George A at 410 garfield safe sleep site

Note: Several guests at the City of Eugene’s 410 Garfield Safe Sleep site recently sat down with St. Vincent de Paul staff to reflect briefly on their experiences, hopes — and struggles — now that they’ve landed in a more stable place on their journey through homelessness. Here’s one of their stories.

 

“There’s a lot of good things happening here,” George A. says as he surveys a recent morning’s activity inside the City of Eugene’s Safe Sleep site at 410 Garfield St., operated by St. Vincent de Paul.

“It runs pretty smooth here, it’s pretty quiet, and most of the people are respectful. The staff treats me pretty well, even though I give them all a bad time,” he says with a sly grin and an infectious chuckle.

George, aka “Pops,” is a familiar face to many in the local unhoused community and was a fixture at the Washington Jefferson Park encampment for most of the past year. Now going on 66 years old, he has considerably more life experience than many of his former camp neighbors.

“I’m too old to be out there playing games. I don’t have the sense of humor for it anymore,” he admits. “But I have to try to laugh at things. If I didn’t, I don’t know what would happen.”

George appreciated his improved living conditions from the start. He and many others moved to the Safe Sleep site just as a late-February cold snap descended on Eugene.

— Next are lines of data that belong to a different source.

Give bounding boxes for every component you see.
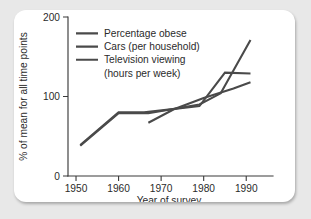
y-tick-label-200: 200 <box>43 12 60 23</box>
series-line-0 <box>148 82 250 123</box>
x-tick-label-1970: 1970 <box>150 183 173 194</box>
y-tick-label-100: 100 <box>43 91 60 102</box>
line-chart: 010020019501960197019801990Year of surve… <box>14 10 295 202</box>
x-tick-label-1950: 1950 <box>65 183 88 194</box>
y-tick-label-0: 0 <box>54 171 60 182</box>
legend-label-0: Percentage obese <box>104 28 187 39</box>
legend-label-2: Television viewing <box>104 54 186 65</box>
legend-label-3: (hours per week) <box>104 68 180 79</box>
legend-label-1: Cars (per household) <box>104 41 200 52</box>
x-axis-title: Year of survey <box>137 195 203 202</box>
x-tick-label-1990: 1990 <box>235 183 258 194</box>
y-axis-title: % of mean for all time points <box>18 32 29 161</box>
x-tick-label-1980: 1980 <box>192 183 215 194</box>
x-tick-label-1960: 1960 <box>107 183 130 194</box>
figure-card: 010020019501960197019801990Year of surve… <box>14 10 295 202</box>
series-line-1 <box>80 73 250 145</box>
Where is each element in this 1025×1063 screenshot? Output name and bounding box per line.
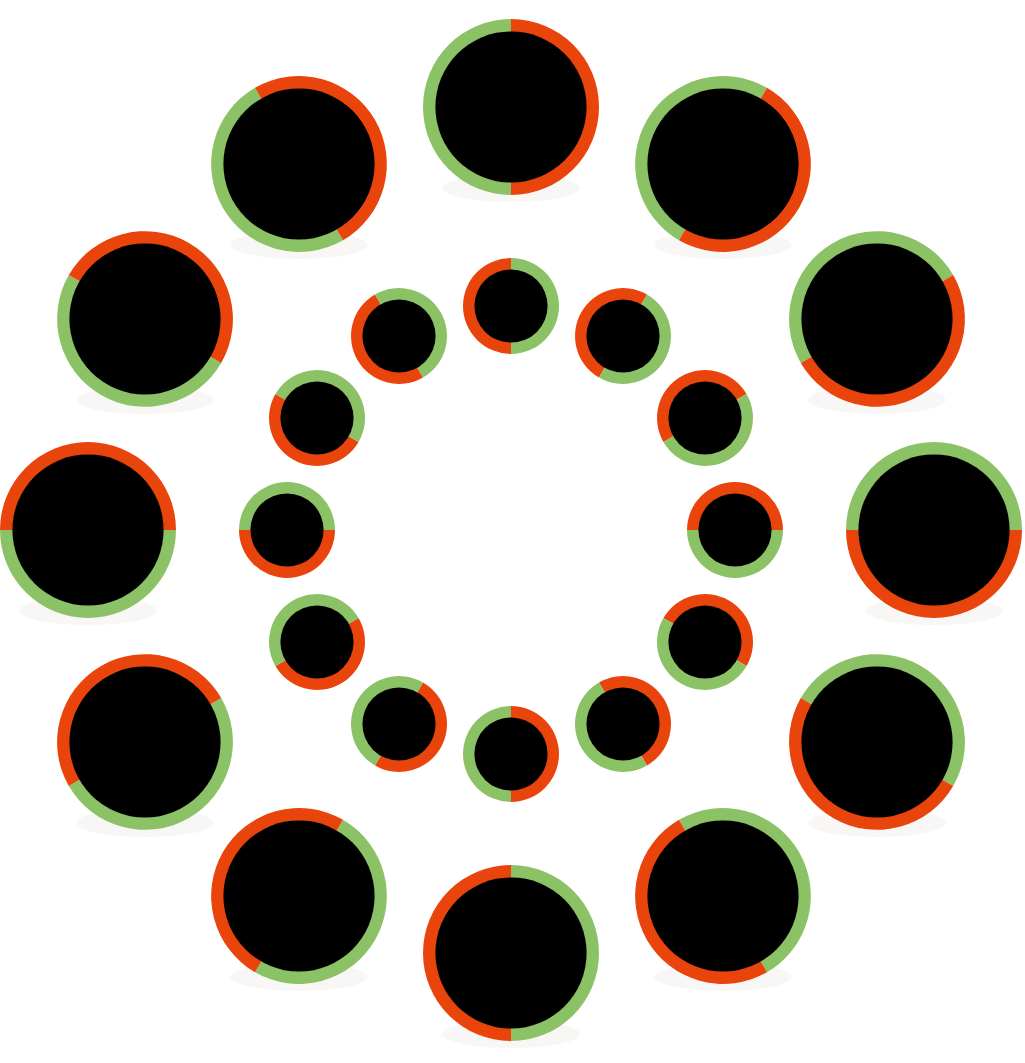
disc-core: [647, 820, 798, 971]
rotating-circles-figure: [0, 0, 1025, 1063]
disc-core: [801, 243, 952, 394]
disc-core: [474, 269, 547, 342]
disc-core: [474, 717, 547, 790]
inner-ring-disc-6: [463, 706, 559, 802]
disc-core: [280, 605, 353, 678]
disc-core: [858, 454, 1009, 605]
outer-ring-disc-0: [423, 19, 599, 195]
disc-core: [280, 381, 353, 454]
disc-core: [362, 687, 435, 760]
disc-core: [250, 493, 323, 566]
inner-ring-disc-8: [269, 594, 365, 690]
disc-core: [435, 31, 586, 182]
disc-core: [698, 493, 771, 566]
disc-core: [12, 454, 163, 605]
figure-svg: [0, 0, 1025, 1063]
outer-ring-disc-10: [57, 231, 233, 407]
inner-ring-disc-1: [575, 288, 671, 384]
inner-ring-disc-7: [351, 676, 447, 772]
inner-ring-disc-10: [269, 370, 365, 466]
outer-ring-disc-5: [635, 808, 811, 984]
disc-core: [69, 666, 220, 817]
outer-ring-disc-4: [789, 654, 965, 830]
disc-core: [586, 687, 659, 760]
disc-core: [801, 666, 952, 817]
disc-core: [223, 88, 374, 239]
outer-ring-disc-11: [211, 76, 387, 252]
outer-ring-disc-1: [635, 76, 811, 252]
inner-ring-disc-2: [657, 370, 753, 466]
disc-core: [435, 877, 586, 1028]
disc-core: [668, 605, 741, 678]
illusion-canvas: [0, 0, 1025, 1063]
inner-ring-disc-5: [575, 676, 671, 772]
disc-core: [647, 88, 798, 239]
disc-core: [586, 299, 659, 372]
outer-ring-disc-3: [846, 442, 1022, 618]
inner-ring-disc-11: [351, 288, 447, 384]
outer-ring-disc-8: [57, 654, 233, 830]
disc-core: [668, 381, 741, 454]
outer-ring-disc-9: [0, 442, 176, 618]
inner-ring-disc-3: [687, 482, 783, 578]
outer-ring-disc-6: [423, 865, 599, 1041]
disc-core: [69, 243, 220, 394]
inner-ring-disc-0: [463, 258, 559, 354]
outer-ring-disc-7: [211, 808, 387, 984]
inner-ring-disc-4: [657, 594, 753, 690]
disc-core: [362, 299, 435, 372]
outer-ring-disc-2: [789, 231, 965, 407]
inner-ring-disc-9: [239, 482, 335, 578]
disc-core: [223, 820, 374, 971]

“This is a good facility. It beats the hell out of being out there in the mud and the rain, that’s for sure!”

He allows that some of his fellow Safe Sleep site guests have had challenges adjusting to a more structured life with basic behavioral rules and a nightly curfew.

“No problem with me because I’m old and I don’t stay up that late anyway,” Pops says, again with his good-natured laugh. “You’re going to have a few problems here and there no matter what you do, no matter who’s running it, that’s just the way it is.

“But this is a good deal for a lot of people.”